West also wrote a number of books such as her autobiography Goodness Had Nothing to Do With It (1959), a novelization of her play The Pleasure Man (1975) and the non-fiction self-help book Sex, Health and ESP. She died in 1981 but her fan base has only grown since then. In 1999 there were revivals of her plays Sex and Diamond Lil and also that year a play about West’s life called Dirty Blonde was a hit on Broadway. In 2020, this terrific documentary, with the same title. 

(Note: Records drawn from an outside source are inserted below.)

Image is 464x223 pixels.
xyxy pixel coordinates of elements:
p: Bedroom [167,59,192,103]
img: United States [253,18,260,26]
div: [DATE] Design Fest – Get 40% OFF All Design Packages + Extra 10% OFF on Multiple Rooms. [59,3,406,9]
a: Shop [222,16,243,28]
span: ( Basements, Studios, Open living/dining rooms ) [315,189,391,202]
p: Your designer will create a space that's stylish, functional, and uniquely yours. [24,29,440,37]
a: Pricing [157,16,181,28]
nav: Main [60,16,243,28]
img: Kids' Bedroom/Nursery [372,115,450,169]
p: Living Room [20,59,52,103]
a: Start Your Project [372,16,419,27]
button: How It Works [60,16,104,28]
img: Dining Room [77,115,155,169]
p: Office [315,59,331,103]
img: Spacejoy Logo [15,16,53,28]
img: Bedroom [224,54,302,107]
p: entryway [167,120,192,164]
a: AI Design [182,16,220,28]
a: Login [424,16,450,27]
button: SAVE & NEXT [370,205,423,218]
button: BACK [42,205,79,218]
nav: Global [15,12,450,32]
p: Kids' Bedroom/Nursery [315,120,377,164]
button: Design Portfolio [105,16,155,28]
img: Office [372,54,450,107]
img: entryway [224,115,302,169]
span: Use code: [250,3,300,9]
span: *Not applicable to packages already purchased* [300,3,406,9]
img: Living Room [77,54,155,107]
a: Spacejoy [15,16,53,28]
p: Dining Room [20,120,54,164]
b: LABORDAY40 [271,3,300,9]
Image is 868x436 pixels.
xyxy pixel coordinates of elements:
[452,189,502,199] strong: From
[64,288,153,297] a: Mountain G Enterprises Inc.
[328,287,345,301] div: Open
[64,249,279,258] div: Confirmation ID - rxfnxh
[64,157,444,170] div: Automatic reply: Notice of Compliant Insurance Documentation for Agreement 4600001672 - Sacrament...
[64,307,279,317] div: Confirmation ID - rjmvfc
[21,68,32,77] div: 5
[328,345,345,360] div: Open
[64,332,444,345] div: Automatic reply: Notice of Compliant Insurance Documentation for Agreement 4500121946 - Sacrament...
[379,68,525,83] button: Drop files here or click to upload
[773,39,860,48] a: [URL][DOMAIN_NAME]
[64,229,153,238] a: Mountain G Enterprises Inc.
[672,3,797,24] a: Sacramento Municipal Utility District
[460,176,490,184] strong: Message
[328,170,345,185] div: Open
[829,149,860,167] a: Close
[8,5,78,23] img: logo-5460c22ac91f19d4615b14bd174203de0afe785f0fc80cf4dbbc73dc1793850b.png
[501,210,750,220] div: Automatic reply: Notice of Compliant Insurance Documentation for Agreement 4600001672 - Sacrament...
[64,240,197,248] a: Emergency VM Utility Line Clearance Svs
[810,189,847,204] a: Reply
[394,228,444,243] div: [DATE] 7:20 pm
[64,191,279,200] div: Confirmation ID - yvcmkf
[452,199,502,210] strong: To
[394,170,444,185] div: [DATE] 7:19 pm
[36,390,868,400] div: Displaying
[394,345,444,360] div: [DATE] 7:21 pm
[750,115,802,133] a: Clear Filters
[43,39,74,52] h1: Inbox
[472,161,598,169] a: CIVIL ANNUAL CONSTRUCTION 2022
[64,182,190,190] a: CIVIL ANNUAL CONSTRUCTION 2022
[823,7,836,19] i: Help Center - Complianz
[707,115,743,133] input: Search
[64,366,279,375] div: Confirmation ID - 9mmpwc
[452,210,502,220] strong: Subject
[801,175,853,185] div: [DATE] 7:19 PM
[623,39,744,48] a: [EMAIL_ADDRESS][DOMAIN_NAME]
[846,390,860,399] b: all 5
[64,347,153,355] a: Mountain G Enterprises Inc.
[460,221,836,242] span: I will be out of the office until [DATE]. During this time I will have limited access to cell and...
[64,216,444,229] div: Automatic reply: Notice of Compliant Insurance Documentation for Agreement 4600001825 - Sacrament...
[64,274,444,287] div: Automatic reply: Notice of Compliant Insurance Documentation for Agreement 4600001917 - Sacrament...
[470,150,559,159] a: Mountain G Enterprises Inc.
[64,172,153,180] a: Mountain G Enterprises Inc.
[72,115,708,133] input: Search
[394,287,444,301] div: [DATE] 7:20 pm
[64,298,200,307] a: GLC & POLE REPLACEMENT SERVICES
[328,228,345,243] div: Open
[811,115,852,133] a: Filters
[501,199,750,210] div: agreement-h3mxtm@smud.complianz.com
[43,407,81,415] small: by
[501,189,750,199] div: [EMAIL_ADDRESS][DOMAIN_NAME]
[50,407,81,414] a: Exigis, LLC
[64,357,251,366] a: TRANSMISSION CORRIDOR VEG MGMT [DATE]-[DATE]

Go here for three dozen more Travalanche articles related to the one and only Mae West

For more on vaudeville, where Mae West got her start, please see No Applause, Just Throw Money: The Book That Made Vaudeville Famous, and for more on the history of classic comedy film please see Chain of Fools: Silent Comedy and Its Legacies from Nickelodeons to Youtube

Leave a Reply

Please log in using one of these methods to post your comment:

WordPress.com Logo

You are commenting using your WordPress.com account. Log Out /  Change )

Twitter picture

You are commenting using your Twitter account. Log Out /  Change )

Facebook photo

You are commenting using your Facebook account. Log Out /  Change )

Connecting to %s

This site uses Akismet to reduce spam. Learn how your comment data is processed.